Native American and Indigenous Studies Initiative

Graduate Students

Brown University does not currently offer a graduate degree or certificate in Native American and Indigenous Studies; however, NAISI provides professional, academic development, and community-building opportunities for Native American and Indigenous graduate students and graduate students working in the field of Native American and Indigenous Studies.

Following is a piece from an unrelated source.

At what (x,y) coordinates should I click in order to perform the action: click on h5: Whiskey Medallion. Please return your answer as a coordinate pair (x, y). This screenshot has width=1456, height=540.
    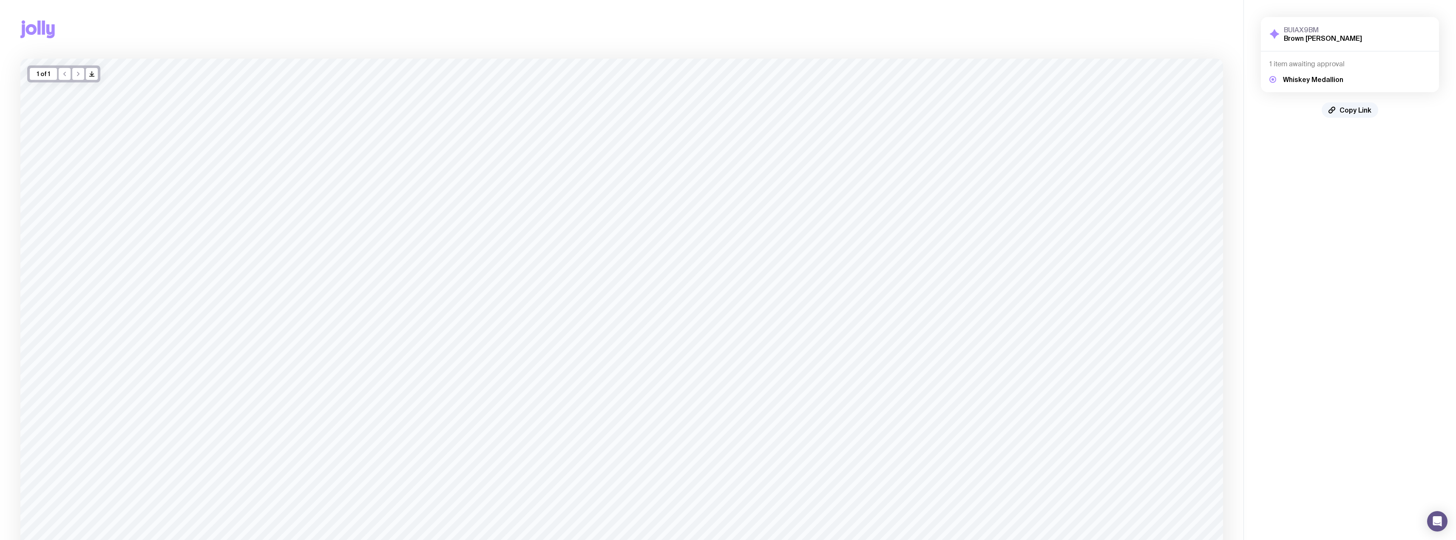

These opportunities include support to attend the NAISA annual meeting and/or other discipline-specific conferences, symposia, workshops and similar gatherings to present on or engage in Native American and Indigenous Studies.

  • Mark Agostini

    Ph.D. Candidate, Anthropological Archaeology Program, Department of Anthropology, Lewis and Clark Field Scholar (American Philosophical Society), Haffenreffer Museum Proctor
    Research Interests Ancestral Pueblo archaeology; Ceramic analysis; Tribal Sovereignty; Repatriation
  • Chase Bryer​ (Chickasaw Nation)

    Program Coordinator, NAISI, Ph.D. Student, School of Behavioral and Social Health Sciences (School of Public Health)
    Research Interests Historical trauma research, culturally responsive approaches, Indigenous Queer and Two-Spirit health and wellness

    Chase Bryer (Chickasaw) is a current Ph.D. student in Behavioral and Social Health Science at the Brown University School of Public Health. He joined NAISI in 2022, and serves as a liaison between NAISI faculty and students, while contributing to various initiatives focused on building a stronger intellectual environment for undergraduate and graduate Native American and Indigenous and NAIS students at Brown. Through his research, he uses community-based participatory methods to create interventions that will improve health outcomes, with a particular focus among Indigenous queer and Two-Spirit communities. His research, ultimately, aims to inform state actors including social workers, public health professionals, and biomedical researchers with ways to more sensitively engage with marginalized communities through resilience-based approaches to disrupt cycles of historical trauma. Chase holds an MSW from Washington University in St. Louis and a BA in Human Rights and Media from the University of Oklahoma.

  • Kimonee M. Burke (Narragansett)

    Ph.D. Student, Department of History
    Research Interests Native American and Indigenous Studies, Northeastern Native History, Federal Acknowledgment Policy
  • Harper Dine

    Ph.D. student, Department of Anthropology
    Research Interests Food security/food sovereignty, political economy, and people-plant relations

    Harper is an anthropological archaeologist working in the northern Maya lowlands (Yucatán), and is broadly interested in food security/food sovereignty, political economy, and people-plant relations. Harper's research involves the use of paleoethnobotanical and archaeological methods to examine local household food production and consumption in the context of grand-scale political and economic change across the landscape of the Yaxuna-Coba region in the Classic period (250-900 AD). 

  • Dan W. Everton

    MA Student, Public Humanities
    Research Interests NAGPRA, global repatriation issues, and human remains

    As a historian and archaeologist, Dan works within cultural heritage institutions to decolonize and instill ethics in collection management and repatriation. 

  • Luiz Paulo Ferraz

    Ph.D. Student, Department of History
    Research Interests Modern Latin America, especially Brazil; Indigenous History; Transnational History; Environment and Society; Public History

    Luiz Paulo Ferraz's research examines the struggles for Indigenous rights and environmental protection in Brazil, exploring the interconnection of Indigenous and environmental history during the military dictatorship (1964-1985) and its aftermath from both a national and transnational perspective.

  • Makana Kushi (Kanaka Maoli)

    Ph.D. Student, Department of American Studies

    Makana's dissertation research is about the multiethnic and Indigenous history of East Hawai'i Island in the early 20th century.

  • Phoebe Labat

    Ph.D. Student, Department of History
    Research Interests Atlantic History; Native American and First Nations history; Environmental history; Race and slavery; Indigenous natural knowledge and spirituality
  • Ally LaForge

    Ph.D. Candidate, Department of American Studies
    Research Interests Native American and Indigenous Studies; Histories of the Native Northeast; Decolonizing Methodologies; Public Humanities; Material Culture
  • Dominique Pablito (Zuni, Navajo, Comanche)

    Ph.D. Student, Molecular Biology, Cell Biology, and Biochemistry
    Research Interests Identifying New Therapeutic Target Genes and Candidate Small Molecules to Treat Glioblastoma Multiforme
  • Laurel Tollison

    PhD Student, Slavic Studies

    Laurel is a PhD student in the Slavic Studies department at Brown University. Her research focuses on the women and gender history of Russian Alaska. She applies indigenous methodologies to this area in hopes of helping decolonize the field of Slavic Studies.